ATLANTA — The final Republican gubernatorial primary debate revealed more about Lt. Gov. Burt Jones than it did about billionaire Rick Jackson, as the latter declined to attend.
Or maybe it revealed a lot about Jackson, Jones said, speaking next to an empty lectern in a Georgia Public Broadcasting studio in Atlanta.
“You show up if you want to show people that you actually care,” Jones said.
Jackson declined to attend the debate sponsored by the Atlanta Press Club on Monday ahead of the June 16 primary runoff. Instead, he hosted a campaign event in Kennesaw with U.S. Sen. Rick Scott, a Florida Republican.
Jones fielded questions about election law, abortion and tax credits.
He characterized the state’s $30 million-a-year tax credits to various companies as “corporate welfare,” but he did not specify which he would eliminate. As governor, he said he would cut those that do not produce enough jobs. He added that the state’s film tax credit has been a good investment.
He said he still supports Georgia’s ban on abortion when a fetal heartbeat can be detected, which he voted for when he was a senator.
And he supports Gov. Brian Kemp’s decision to call a special legislative session on June 17, the day after the runoff, to redraw district lines. Kemp’s decision came after a ruling by the U.S. Supreme Court in April that invalidated a new majority-Black legislative district in Louisiana. Black lawmakers contend Republicans want to maintain their grip on power by redrawing lines in a way that dilutes the impact of Black voters.
Districts should be drawn from “a geographic standpoint,” Jones said, rather than by racial demographics.
He also supported the new state law that forced five Democratic-leaning counties in metro Atlanta to hold nonpartisan elections for offices such as district attorney and county commissioner starting in 2028.
“Those were brought forward by people in the local delegations that felt so inclined to bring that legislation forward and they were able to get it through both chambers and then it was signed by the governor,” Jones said.
He opposed a similar state mandate on Georgia’s other 154 counties, saying it should be up to local delegations whether they want such offices to be partisan or nonpartisan.

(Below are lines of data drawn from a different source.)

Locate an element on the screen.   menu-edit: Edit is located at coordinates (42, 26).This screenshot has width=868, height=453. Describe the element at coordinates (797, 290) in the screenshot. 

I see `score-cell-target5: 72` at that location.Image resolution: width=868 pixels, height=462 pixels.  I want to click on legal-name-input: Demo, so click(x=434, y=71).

Jones’ reference to local delegations sounded like the traditional deference of the Senate and House to so-called “local” bills that affect only one county. If most lawmakers from that county approve of such a bill, the whole Legislature usually rubber-stamps it.

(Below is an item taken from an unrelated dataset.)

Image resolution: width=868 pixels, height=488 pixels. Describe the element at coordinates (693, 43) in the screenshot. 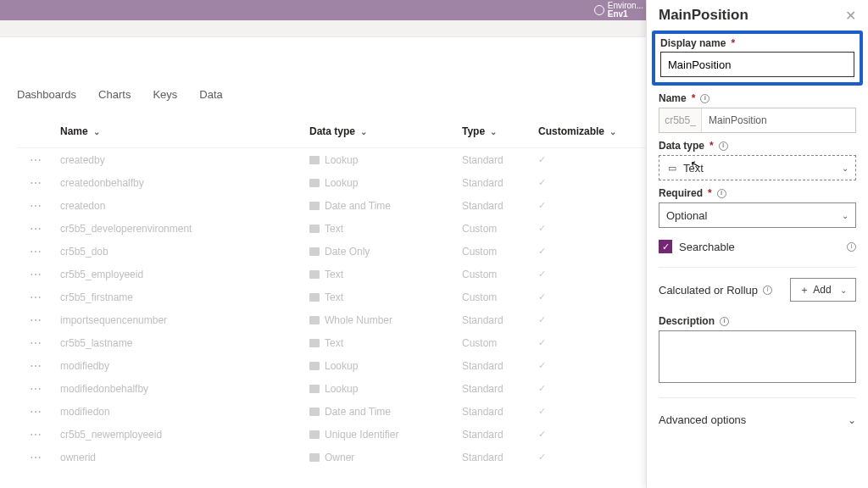

I see `display-name-label: Display name` at that location.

In this case, though, House Bill 369 started as a measure to regulate food trucks, and it was originally sponsored by a Democrat from Valdosta. But Senate Republicans commandeered it and reworked it into legislation modeled in part after Senate Bill 14 by five Republicans from three of the affected counties — Cobb, Fulton and Gwinnett. (Democratic lawmakers hold overwhelming majorities in the other two affected counties, Clayton and DeKalb.)
Democrats railed against the new law as a desperate attempt by Republicans to maintain some control in those counties as they shift Democratic.
Jones repeatedly hammered home the fact that his opponent had skipped the debate, using Jackson’s absence as an opportunity to attack him on ethics and on issues such as immigration.
At the last such debate, Jackson had stumbled in a response to an accusation by Jones that he had employed “illegals.” Jackson, who founded and leads a health care staffing and services company, responded that he did not know the answer because he had hired thousands of people, though he said he had always followed the law.
“Probably the reason why he’s not here now is he doesn’t have the answers for these questions,” Jones said. “It just shows a man’s character when he won’t show up and take questions and Q and A from journalists.”
That may have been a reference to a gubernatorial forum in April hosted by the Georgia Association of Manufacturers.
Every candidate for governor except Democrat Keisha Lance Bottoms attended and answered formal questions from the hosts. Seven of the eight present then met up with reporters afterward for a round of informal questions.
Jackson was the only one who skipped that part.
One reporter asked each candidate to pick a word that best described them, and the public will never know what Jackson might have come up with on the spot.
Jones’ answer bent the one-word rule: “I like to win.”